Problem statement: Where the records below show a line containing "Task: Click on the We're hiring!", start copying; end with the line containing "In order to click on Make", and copy it too.

Material supplied:

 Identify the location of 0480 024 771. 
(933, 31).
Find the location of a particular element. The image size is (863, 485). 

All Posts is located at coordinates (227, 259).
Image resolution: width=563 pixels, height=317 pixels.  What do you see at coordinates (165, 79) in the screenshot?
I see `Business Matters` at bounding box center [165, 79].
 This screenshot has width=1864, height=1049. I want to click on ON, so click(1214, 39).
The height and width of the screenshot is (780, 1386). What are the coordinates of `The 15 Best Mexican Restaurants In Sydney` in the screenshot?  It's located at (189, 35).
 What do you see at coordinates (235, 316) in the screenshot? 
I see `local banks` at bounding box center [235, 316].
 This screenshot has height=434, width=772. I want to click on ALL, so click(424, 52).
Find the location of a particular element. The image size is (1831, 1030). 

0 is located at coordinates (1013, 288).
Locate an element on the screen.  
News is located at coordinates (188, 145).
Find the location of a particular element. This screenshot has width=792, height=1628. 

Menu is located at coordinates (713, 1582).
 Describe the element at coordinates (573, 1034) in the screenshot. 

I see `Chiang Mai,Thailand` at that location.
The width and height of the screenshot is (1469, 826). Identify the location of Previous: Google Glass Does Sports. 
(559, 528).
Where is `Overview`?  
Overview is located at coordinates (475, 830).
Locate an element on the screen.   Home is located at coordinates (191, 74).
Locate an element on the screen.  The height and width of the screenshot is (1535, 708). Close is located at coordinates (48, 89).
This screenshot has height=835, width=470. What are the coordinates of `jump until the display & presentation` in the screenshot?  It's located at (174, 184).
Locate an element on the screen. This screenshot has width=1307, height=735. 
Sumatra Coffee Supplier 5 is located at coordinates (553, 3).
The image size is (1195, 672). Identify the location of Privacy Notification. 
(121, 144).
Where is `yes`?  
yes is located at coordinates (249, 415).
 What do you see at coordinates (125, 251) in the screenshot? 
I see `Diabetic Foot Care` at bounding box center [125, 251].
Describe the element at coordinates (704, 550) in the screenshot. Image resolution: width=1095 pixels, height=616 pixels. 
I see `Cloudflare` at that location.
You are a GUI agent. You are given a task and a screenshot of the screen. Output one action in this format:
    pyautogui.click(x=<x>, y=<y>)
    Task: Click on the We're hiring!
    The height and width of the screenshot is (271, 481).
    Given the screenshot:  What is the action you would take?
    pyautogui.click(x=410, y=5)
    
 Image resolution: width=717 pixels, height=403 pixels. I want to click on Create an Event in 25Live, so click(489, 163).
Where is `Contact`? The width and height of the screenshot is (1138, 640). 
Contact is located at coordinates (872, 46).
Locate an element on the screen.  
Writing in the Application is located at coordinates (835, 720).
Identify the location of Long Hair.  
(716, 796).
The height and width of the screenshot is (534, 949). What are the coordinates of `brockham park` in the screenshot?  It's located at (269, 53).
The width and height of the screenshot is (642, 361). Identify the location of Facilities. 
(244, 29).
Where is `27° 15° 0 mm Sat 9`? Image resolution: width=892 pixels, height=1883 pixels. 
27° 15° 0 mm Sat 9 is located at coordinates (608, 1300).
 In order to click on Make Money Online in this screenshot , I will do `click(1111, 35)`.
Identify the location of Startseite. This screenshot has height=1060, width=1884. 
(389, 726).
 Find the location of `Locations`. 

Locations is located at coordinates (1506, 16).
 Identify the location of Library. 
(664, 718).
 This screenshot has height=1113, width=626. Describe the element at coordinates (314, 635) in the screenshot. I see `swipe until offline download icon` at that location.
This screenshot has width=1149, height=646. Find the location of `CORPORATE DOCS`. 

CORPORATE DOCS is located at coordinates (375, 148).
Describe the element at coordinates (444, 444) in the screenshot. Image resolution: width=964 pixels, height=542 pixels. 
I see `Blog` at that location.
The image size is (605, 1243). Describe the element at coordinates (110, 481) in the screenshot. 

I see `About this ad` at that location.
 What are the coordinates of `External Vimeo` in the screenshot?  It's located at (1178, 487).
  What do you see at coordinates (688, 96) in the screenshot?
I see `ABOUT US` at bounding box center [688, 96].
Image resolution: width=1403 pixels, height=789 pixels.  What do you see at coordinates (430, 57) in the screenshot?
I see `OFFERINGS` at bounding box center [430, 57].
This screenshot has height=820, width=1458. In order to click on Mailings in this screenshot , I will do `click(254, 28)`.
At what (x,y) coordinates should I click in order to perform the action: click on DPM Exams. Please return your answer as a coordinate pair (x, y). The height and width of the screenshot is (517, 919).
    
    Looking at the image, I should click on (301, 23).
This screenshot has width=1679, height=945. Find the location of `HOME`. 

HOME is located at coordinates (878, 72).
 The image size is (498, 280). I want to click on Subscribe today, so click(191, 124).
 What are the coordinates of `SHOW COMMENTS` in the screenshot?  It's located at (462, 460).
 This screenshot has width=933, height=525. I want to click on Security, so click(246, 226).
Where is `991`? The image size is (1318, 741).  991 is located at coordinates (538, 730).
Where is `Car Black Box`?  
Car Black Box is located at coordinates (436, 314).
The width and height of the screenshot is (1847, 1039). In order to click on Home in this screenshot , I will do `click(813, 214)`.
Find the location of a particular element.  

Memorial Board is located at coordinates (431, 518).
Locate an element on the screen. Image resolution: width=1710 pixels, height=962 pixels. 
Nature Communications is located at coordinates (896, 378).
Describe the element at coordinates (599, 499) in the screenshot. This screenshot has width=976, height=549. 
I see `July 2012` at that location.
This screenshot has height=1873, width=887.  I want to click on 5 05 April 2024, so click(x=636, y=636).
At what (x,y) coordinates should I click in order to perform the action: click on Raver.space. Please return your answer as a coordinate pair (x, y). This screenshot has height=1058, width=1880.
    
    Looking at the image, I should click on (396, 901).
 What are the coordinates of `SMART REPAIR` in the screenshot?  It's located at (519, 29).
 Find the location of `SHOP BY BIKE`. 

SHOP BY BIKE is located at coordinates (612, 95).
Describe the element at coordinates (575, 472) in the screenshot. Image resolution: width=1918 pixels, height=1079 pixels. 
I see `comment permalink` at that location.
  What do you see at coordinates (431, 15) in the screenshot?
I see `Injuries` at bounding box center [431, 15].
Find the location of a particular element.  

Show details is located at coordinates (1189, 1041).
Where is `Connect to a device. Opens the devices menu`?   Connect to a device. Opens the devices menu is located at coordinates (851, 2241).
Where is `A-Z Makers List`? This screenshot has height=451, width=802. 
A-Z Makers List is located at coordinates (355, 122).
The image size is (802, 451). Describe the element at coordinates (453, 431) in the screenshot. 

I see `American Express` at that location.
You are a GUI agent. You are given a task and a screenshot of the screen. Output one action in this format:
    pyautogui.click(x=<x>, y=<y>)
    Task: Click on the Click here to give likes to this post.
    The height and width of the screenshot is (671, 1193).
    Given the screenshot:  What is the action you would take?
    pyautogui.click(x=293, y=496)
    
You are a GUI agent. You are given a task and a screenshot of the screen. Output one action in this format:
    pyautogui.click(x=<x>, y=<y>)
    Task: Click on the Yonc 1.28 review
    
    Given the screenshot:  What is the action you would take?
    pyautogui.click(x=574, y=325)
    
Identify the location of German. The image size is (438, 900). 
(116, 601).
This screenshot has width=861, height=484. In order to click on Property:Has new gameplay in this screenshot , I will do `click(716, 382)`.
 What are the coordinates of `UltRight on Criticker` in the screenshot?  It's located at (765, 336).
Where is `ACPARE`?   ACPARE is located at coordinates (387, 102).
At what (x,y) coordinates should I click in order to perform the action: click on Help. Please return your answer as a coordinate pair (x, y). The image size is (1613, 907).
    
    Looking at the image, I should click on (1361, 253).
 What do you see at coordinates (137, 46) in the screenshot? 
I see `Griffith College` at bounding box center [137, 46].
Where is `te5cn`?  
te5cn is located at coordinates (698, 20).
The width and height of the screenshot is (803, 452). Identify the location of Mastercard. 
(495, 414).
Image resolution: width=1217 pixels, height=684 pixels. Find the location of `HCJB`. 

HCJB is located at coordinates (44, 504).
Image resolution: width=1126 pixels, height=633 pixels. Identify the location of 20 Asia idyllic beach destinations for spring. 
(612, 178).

Exercise response:
    Task: Click on the We're hiring!
    The height and width of the screenshot is (271, 481).
    Given the screenshot:  What is the action you would take?
    pyautogui.click(x=410, y=5)
    
 Image resolution: width=717 pixels, height=403 pixels. I want to click on Create an Event in 25Live, so click(489, 163).
Where is `Contact`? The width and height of the screenshot is (1138, 640). 
Contact is located at coordinates (872, 46).
Locate an element on the screen.  
Writing in the Application is located at coordinates (835, 720).
Identify the location of Long Hair.  
(716, 796).
The height and width of the screenshot is (534, 949). What are the coordinates of `brockham park` in the screenshot?  It's located at (269, 53).
The width and height of the screenshot is (642, 361). Identify the location of Facilities. 
(244, 29).
Where is `27° 15° 0 mm Sat 9`? Image resolution: width=892 pixels, height=1883 pixels. 
27° 15° 0 mm Sat 9 is located at coordinates (608, 1300).
 In order to click on Make Money Online in this screenshot , I will do `click(1111, 35)`.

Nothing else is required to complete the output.